Story rewrites food in Prairie Village - The Pitch, Charles Ferruzza

You can't usually tell a book by its cover, but in the case of one-month-old Story restaurant, in Prairie Village, you might make a pretty accurate snap judgment about the place just by peering inside. The windows tell the story: white, sheer curtains pulled back to reveal tables cloaked in starched linens, set with shiny glassware and a single fresh flower. There's a line of black upholstered banquettes on the west wall of this cool, colorless box, all dramatically lighted, adding to the handsome starkness of the dining room

Chef Carl Thorne-Thomsen and his wife, Susan, have taken a former retail storefront in the Prairie Village Shopping Center and transformed it into a stylish and expensive little bistro. Story follows in the tradition of earlier boutique restaurants in Kansas City that opened with great dazzle and had the average life span of a hot Broadway play (or, in the case of the late Café Allegro, a long-running musical — say, The Lion King).

In the restaurant's first few weeks, the usual suspects came to pronounce judgment: wealthy lawyers and physicians escorting willowy, taut-skinned wives. None of them dressed up for the occasion; Story isn't a formal restaurant, despite its exquisite service, a tasteful wine list (mostly American vintages) and an imaginative menu. I made the mistake of calling the restaurant "elegant" when I described the place to a society matron. She lifted one carefully plucked eyebrow: "Elegant?
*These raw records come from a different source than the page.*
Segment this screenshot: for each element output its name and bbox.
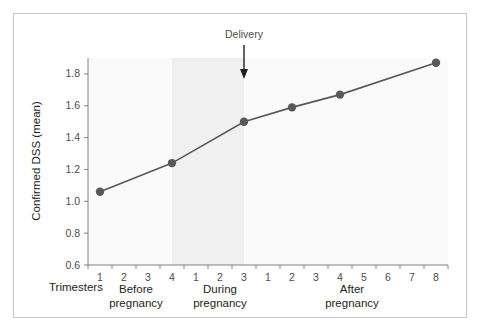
x-tick-label: 2 [217,271,223,283]
line-chart: 0.60.81.01.21.41.61.8 123412312345678 De… [0,0,480,336]
x-tick-label: 4 [337,271,343,283]
plot-background [88,58,448,265]
y-axis-ticks: 0.60.81.01.21.41.61.8 [65,67,88,270]
x-tick-label: 1 [265,271,271,283]
y-axis-title: Confirmed DSS (mean) [30,101,42,221]
x-tick-label: 1 [193,271,199,283]
during-pregnancy-band [172,58,244,265]
data-point [96,188,104,196]
x-tick-label: 5 [361,271,367,283]
x-tick-label: 2 [121,271,127,283]
y-tick-label: 0.8 [65,227,80,239]
y-tick-label: 1.4 [65,131,80,143]
x-tick-label: 3 [313,271,319,283]
figure-container: 0.60.81.01.21.41.61.8 123412312345678 De… [0,0,480,336]
x-tick-label: 3 [241,271,247,283]
data-point [288,103,296,111]
data-point [240,117,248,125]
data-point [168,159,176,167]
x-group-label-line1: During [203,283,237,295]
x-tick-label: 6 [385,271,391,283]
x-tick-label: 7 [409,271,415,283]
x-group-label-line1: After [340,283,364,295]
y-tick-label: 1.8 [65,67,80,79]
data-point [432,59,440,67]
x-tick-label: 8 [433,271,439,283]
x-group-label-line1: Before [119,283,153,295]
x-group-label-line2: pregnancy [325,297,379,309]
y-tick-label: 1.0 [65,195,80,207]
x-group-label-line2: pregnancy [193,297,247,309]
data-point [336,90,344,98]
x-axis-ticks: 123412312345678 [88,265,448,283]
y-tick-label: 0.6 [65,259,80,271]
x-tick-label: 4 [169,271,175,283]
x-axis-group-labels: BeforepregnancyDuringpregnancyAfterpregn… [109,283,379,309]
y-tick-label: 1.6 [65,99,80,111]
x-group-label-line2: pregnancy [109,297,163,309]
x-tick-label: 2 [289,271,295,283]
x-tick-label: 3 [145,271,151,283]
y-tick-label: 1.2 [65,163,80,175]
delivery-label: Delivery [225,28,264,40]
x-axis-group-title: Trimesters [49,281,103,293]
It's in Prairie Village." She chuckled, as if the restaurant were some boozy roadhouse in the back 40.

If some of the customers at Story seem lifted straight out of an Edith Wharton novel, Carl Thorne-Thomsen (who once was a creative-writing student in Wichita State University's MFA program) finds inspiration from a more varied array of sources. One is clearly his former boss, Michael Smith, under whom Thorne-Thomsen worked at both 40 Sardines and Smith's namesake restaurant. Another is the beauty of nature: The glass panels that are used as dividers in the dining area are screen-printed with photos of birch branches from his grandfather's Wisconsin home.

The plates here are as beautifully composed as a garden: a foie gras terrine, creamy as cake frosting, is positioned on a white plate with a Wassily Kandinsky-like arrangement of roasted beets, sliced almonds, a streak of bacon honey, and a jumble of brioche crostini. And there may be no soup in Kansas City that matches the Zen-like composition of Story's English pea soup. It's a glorious, brothy (not creamy) concoction of vegetable stock (a base of simmered pea pods), chopped green peas, carrots, onion, potatoes and garlic that becomes a sexy jade-green with the addition of a subtle tarragon salsa verde. It's accessorized with two pork meatballs or, for vegetarian diners, two fried rice arancini balls.

Those arancini balls aren't listed on the menu, which at first glance is a vegetarian-unfriendly list. There are no meatless entrées here, though the kitchen staff will make something if you call in advance. My friend Bonnie made the call before we dined at Story — she gave no names or limitations — and we were served a satisfying bowl of meaty porcini mushrooms sauteed with gnocchi dumplings and various chopped vegetables. It was visually bland but very tasty.

The servers also suggest creating a full vegetarian meal by ordering double portions of the two meatless starters: a divine risotto primavera with spinach and pecorino cheese (and asparagus, on the night I tasted it) or pillows of ravioli stuffed with a house-made white cheese, parsley and morels.

The latter dish was disturbingly salty; I could finish just one of the pasta pillows before pushing the plate away. But it was the only oversalted dish that night from a chef who doesn't permit salt shakers on his tables (the servers will bring them on request) and serves his bread with a square of soft, unsalted butter sprinkled with a pinch of gray sea salt, for effect more than taste.

"I haven't heard any complaints about saltiness," Thorne-Thomsen told me later. "It's usually the opposite. People want things saltier."

And in Kansas City, you have to give people what they want, which may require a little embellishment at Story. The roasted strip steak that I ordered on my second visit to the restaurant was described by the servers as potato-and-short-rib croquettes, which evokes something more complicated than this dish's roasted short ribs with braised swiss chard and hollandaise. Our server did an excellent job of explaining that a lamb "crepinette" (which sounds like something one buys for an infant's nursery) was lamb tenderloin wrapped in house-made lamb sausage, served with crunchy olive falafel balls and a smoky roasted mole.


The fish at Story needs far less explanation, except to say that it might be the restaurant's marquee attraction. The Pacific halibut was delectably moist and drizzled with a smooth lobster butter, and the rainbow trout was delicate and nearly perfect, with an evanescent crispness complemented by a splash of lemon-jalapeño vinaigrette and mashed potatoes. A pale-pink hunk of Pacific king salmon was beautiful to look at but slightly dry the day I ordered it. It arrived perched on something that was described on the menu as a "crab fritter" but was actually a flaccid flapjack.